### The task
Report each line of the data below in which "will" appears.

(Stored records)
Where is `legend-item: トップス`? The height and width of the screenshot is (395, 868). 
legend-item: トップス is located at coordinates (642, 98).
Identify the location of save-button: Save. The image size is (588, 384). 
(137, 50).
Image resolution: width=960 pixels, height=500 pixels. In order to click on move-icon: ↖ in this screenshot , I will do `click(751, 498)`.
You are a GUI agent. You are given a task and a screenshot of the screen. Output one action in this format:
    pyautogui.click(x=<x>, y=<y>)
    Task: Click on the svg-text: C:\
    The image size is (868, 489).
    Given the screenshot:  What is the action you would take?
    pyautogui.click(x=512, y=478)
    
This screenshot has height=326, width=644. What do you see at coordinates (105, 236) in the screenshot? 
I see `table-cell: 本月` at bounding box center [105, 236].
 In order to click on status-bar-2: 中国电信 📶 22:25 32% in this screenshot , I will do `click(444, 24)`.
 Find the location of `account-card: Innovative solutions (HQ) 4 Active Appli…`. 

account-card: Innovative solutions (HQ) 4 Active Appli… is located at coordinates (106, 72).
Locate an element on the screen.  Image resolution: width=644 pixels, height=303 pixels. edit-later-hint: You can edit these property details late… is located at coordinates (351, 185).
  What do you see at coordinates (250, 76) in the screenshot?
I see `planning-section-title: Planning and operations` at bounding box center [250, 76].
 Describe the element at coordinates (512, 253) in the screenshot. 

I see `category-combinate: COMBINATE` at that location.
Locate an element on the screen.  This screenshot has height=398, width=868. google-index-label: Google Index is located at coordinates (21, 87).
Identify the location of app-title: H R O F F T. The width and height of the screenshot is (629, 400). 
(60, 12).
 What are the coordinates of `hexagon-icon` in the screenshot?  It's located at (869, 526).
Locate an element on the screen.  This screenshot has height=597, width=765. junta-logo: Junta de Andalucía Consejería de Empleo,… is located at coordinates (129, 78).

### Response area
Image resolution: width=960 pixels, height=500 pixels. In order to click on move-icon: ↖ in this screenshot , I will do `click(751, 498)`.
 In order to click on status-bar-2: 中国电信 📶 22:25 32% in this screenshot , I will do `click(444, 24)`.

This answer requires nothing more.